By Judith Norman, MS, LSC, LPC, RPT-S
Have you tried working with a client’s school and found it challenging? If so, you are not alone; this is often the case. While everyone may want to work together for a child, it’s easy to begin to feel that we are not on the same side. If our goal is to team with teachers, we must recognize one another’s value and different roles.
- We need to be able to view the big picture and help everyone value one another’s part in it.
- We need to be able to effectively communicate with schools about how the pieces fit together.
- We need to provide concepts and frameworks that make sense in educational settings
- Most importantly, we need to offer support.
Our role becomes empowering teachers to make shifts in perceptions, rather than simply asking for changes in behavior.
How do we go about doing this? Here, we’re going to focus on offering support.
As a Certified Synergetic Play TherapistTM and Supervisor, I conceptualize support using the tenets of Synergetic Play Therapy. Recognizing how the brain processes input and looking through the lens of the nervous system, behavior can be understood as information. In Synergetic Play Therapy sessions, work is at the level of the nervous system. The therapist supports developing self-regulation using mindfulness, attunement and authenticity. Children learn that they can move toward big emotions and widen their ability to tolerate them. This work leads to creating new neural connections as children have new experiences and break long-time neural connections that have guided their behavior. As they develop these new networks, they now have new options for behavior.
What if teachers understood how to view behavior as information about the nervous system? What if we could help teachers identify hyper-arousal and hypo-arousal as cues that a child is trying to regulate, but is currently stuck in a dysregulated state?
This perspective allows teachers to understand what a child needs in that moment and what things could pro-actively support this child. Every classroom and teacher are different. If we sweep in with a one-size-fits-all strategy, or a highly-differentiated plan for a student, we are often setting teachers up to fail. However, a teacher who understands the information that behavior is communicating can then determine strategies that will work in that classroom. We can support this process.
We can share information about nervous system regulation and dysregulation. We can help teachers identify these states of arousal in themselves and their students. From this perspective, we can support teachers in implementing strategies that allow ALL students to recognize their own states of arousal. Ultimately this gives students permission to discover what self-regulatory strategies work for them and allows them to take this responsibility away from the teachers.
In the classroom, rather than moving towards the big emotion as a therapist would, a teacher who understands that a child is dysregulated, can interact with the child in such a way that the child is not escalated. Understanding what part of the brain needs attention, this teacher can support the child in moving back towards a regulated state. Such knowledge allows teachers to have plans in place based on the regulatory needs of their students, so teachers can be proactive when possible, along with getting the support they need in the moment. Being proactive and getting support in the moment, are BOTH important elements in school.
Most teachers will have already tried a litany of strategies and consequences with a student by the time they view behavior as a problem. If none of these have worked, then something else is needed. Perhaps that something is a new perspective? Our support in understanding behavior allows teachers to see that change comes from new experiences and neural growth and change. Frustration can give way as new interpretations of behavior are made available to teachers, creating new options for their own behavior.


• [EXERCISE BRIEF]:
Give back, word for word, the lines in the listing below from the one holding "Locate an element on the screen. This" down to the one holding "What do you see at coordinates (713, 46)", both ends included.
* * *
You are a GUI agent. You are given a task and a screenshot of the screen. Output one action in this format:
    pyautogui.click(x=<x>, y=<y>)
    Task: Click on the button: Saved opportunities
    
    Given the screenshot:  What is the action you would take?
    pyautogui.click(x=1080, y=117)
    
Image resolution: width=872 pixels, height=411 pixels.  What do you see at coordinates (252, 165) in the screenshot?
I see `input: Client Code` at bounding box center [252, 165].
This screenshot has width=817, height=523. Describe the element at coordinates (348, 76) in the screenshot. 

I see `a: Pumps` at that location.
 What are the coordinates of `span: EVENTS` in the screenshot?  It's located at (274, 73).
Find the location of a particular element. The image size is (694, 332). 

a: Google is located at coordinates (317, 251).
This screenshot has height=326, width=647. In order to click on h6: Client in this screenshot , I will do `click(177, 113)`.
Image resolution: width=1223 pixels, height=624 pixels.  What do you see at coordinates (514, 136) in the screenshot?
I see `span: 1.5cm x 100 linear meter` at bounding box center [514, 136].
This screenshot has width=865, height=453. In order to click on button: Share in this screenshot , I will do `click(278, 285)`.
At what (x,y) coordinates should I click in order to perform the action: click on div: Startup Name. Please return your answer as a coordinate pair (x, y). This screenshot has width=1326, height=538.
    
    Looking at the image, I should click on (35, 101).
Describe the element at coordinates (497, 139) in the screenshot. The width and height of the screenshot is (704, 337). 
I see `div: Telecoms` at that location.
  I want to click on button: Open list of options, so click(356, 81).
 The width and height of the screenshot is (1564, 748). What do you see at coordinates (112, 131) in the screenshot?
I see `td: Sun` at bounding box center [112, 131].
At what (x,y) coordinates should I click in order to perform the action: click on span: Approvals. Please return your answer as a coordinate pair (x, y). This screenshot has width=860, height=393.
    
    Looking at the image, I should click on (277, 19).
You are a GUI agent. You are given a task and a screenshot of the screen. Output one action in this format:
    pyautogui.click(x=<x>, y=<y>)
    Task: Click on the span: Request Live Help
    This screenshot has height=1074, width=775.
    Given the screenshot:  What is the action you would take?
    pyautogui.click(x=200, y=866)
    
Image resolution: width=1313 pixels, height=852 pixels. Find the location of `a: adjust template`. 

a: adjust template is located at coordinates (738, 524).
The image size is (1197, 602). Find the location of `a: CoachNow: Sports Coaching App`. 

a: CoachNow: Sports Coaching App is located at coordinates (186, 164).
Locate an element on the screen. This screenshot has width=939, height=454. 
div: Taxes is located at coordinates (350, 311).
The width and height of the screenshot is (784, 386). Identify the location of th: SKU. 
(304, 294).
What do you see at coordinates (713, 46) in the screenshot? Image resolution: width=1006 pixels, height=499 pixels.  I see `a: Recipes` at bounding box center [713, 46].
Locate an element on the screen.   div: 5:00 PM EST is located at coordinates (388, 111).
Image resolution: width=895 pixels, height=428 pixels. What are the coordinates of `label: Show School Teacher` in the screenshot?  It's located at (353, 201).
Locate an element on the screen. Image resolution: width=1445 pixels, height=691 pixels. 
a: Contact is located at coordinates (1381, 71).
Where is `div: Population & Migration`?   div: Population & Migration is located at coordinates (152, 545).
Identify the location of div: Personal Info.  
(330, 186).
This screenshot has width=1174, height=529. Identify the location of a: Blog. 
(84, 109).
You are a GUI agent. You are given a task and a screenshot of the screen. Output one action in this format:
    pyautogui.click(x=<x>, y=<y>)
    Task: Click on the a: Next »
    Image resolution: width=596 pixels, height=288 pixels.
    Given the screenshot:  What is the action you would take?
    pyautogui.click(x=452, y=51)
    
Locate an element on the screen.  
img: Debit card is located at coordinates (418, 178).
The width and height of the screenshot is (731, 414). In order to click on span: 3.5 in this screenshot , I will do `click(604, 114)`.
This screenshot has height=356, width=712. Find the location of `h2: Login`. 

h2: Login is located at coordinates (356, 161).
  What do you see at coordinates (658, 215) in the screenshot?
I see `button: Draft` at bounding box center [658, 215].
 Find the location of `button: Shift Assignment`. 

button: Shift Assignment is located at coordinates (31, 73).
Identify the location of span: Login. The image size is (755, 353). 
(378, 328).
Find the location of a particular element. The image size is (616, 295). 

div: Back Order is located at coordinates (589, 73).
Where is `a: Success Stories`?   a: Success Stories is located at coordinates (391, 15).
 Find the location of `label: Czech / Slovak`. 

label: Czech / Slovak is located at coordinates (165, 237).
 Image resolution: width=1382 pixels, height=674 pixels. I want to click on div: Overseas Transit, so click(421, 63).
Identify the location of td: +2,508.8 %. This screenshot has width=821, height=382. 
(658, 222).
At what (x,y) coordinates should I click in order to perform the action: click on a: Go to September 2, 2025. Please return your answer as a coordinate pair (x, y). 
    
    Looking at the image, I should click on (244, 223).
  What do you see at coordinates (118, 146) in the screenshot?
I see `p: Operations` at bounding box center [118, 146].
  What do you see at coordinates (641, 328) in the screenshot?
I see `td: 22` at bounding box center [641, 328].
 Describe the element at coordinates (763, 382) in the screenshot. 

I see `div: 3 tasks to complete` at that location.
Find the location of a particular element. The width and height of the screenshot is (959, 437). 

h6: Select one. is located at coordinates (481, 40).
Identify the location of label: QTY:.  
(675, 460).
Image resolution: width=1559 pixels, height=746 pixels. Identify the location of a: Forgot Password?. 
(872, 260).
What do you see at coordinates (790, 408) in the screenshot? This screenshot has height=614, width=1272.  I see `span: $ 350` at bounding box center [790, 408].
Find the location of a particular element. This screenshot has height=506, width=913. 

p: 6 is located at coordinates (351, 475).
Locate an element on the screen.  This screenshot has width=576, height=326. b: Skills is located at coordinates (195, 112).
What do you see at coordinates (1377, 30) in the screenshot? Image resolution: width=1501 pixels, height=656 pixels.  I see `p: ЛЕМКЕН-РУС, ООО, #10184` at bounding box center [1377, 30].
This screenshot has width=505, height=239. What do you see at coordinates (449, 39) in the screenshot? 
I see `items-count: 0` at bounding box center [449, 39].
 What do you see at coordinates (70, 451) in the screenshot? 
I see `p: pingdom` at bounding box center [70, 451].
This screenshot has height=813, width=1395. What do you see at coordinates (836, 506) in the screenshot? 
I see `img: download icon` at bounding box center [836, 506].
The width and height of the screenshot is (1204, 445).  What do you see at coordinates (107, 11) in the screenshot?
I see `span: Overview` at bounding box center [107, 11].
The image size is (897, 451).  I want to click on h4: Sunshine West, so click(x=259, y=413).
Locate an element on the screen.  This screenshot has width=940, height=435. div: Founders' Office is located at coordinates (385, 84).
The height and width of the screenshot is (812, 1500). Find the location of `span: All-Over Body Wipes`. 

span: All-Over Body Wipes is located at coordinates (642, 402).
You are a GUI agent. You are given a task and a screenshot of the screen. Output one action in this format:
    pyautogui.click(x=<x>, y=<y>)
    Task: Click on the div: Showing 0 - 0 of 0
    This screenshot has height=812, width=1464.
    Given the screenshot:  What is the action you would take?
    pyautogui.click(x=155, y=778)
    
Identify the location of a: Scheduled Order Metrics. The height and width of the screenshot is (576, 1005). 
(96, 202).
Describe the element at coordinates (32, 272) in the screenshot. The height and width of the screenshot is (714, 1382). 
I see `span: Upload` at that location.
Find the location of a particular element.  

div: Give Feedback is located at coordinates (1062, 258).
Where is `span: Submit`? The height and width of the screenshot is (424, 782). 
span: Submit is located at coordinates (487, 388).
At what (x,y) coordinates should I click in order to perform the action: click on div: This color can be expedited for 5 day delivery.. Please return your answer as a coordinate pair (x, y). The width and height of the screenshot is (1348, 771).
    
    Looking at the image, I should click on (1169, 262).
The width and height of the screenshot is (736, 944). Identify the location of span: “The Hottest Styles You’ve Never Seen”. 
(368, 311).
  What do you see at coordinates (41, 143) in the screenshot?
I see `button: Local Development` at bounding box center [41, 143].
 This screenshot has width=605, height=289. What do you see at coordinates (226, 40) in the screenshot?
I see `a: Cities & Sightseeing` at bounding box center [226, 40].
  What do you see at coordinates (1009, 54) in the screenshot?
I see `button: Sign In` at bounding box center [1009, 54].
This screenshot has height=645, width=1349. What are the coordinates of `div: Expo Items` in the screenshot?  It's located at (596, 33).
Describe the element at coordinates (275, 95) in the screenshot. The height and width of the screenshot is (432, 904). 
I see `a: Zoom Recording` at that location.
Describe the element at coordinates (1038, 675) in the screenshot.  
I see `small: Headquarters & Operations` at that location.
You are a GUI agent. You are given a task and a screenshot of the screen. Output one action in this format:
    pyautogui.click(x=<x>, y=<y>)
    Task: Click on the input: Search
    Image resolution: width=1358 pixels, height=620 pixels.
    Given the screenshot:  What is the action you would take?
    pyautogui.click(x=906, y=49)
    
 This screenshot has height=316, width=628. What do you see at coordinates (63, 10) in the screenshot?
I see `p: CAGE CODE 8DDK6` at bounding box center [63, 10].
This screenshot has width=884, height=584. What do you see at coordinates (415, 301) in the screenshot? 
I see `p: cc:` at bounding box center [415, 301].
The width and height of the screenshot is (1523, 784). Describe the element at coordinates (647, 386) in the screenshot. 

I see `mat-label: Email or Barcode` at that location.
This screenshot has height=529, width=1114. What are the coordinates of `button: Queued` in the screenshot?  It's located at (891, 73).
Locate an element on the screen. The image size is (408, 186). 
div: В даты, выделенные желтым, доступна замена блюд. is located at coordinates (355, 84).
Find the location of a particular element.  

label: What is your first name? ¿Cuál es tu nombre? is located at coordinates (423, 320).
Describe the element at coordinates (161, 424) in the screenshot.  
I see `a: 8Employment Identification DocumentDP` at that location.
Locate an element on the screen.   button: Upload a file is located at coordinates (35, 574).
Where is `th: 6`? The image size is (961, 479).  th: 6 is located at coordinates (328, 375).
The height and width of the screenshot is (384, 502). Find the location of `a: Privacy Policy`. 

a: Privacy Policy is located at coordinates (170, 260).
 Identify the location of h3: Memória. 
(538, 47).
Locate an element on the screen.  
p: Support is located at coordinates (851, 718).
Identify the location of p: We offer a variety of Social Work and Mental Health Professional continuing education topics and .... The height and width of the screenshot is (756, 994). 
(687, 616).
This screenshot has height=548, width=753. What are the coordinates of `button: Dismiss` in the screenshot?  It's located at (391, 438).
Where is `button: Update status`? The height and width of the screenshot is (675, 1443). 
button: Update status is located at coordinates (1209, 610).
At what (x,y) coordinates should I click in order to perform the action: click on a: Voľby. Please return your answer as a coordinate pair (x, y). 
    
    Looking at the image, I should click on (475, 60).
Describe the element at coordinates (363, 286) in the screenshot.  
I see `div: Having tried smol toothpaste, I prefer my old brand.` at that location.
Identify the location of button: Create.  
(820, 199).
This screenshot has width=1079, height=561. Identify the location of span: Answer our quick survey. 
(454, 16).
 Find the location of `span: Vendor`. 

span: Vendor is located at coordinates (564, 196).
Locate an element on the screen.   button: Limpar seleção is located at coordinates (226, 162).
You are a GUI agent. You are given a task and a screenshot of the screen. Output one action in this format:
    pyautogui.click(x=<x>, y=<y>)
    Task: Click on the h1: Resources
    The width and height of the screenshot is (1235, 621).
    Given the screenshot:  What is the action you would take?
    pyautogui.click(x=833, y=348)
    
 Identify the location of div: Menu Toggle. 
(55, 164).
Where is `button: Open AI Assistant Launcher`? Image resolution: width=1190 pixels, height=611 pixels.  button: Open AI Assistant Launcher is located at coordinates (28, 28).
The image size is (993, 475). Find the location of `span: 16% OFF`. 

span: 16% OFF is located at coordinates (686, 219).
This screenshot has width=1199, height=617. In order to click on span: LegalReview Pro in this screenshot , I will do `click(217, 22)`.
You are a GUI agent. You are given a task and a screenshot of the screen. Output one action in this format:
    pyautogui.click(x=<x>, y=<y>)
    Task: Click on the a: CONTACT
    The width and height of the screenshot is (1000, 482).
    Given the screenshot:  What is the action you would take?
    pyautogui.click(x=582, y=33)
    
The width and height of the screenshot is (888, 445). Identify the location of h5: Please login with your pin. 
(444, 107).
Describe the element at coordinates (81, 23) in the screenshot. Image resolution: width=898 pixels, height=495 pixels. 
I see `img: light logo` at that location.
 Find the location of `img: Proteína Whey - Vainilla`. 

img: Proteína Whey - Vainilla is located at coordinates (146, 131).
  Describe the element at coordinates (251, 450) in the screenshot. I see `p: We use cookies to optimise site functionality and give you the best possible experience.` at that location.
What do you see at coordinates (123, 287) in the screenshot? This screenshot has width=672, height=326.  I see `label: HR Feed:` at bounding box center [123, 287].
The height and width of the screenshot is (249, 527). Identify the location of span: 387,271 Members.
* * *
• [SOLUTION FOR THIS TASK]:
Locate an element on the screen. This screenshot has width=939, height=454. 
div: Taxes is located at coordinates (350, 311).
The width and height of the screenshot is (784, 386). Identify the location of th: SKU. 
(304, 294).
What do you see at coordinates (713, 46) in the screenshot? Image resolution: width=1006 pixels, height=499 pixels.  I see `a: Recipes` at bounding box center [713, 46].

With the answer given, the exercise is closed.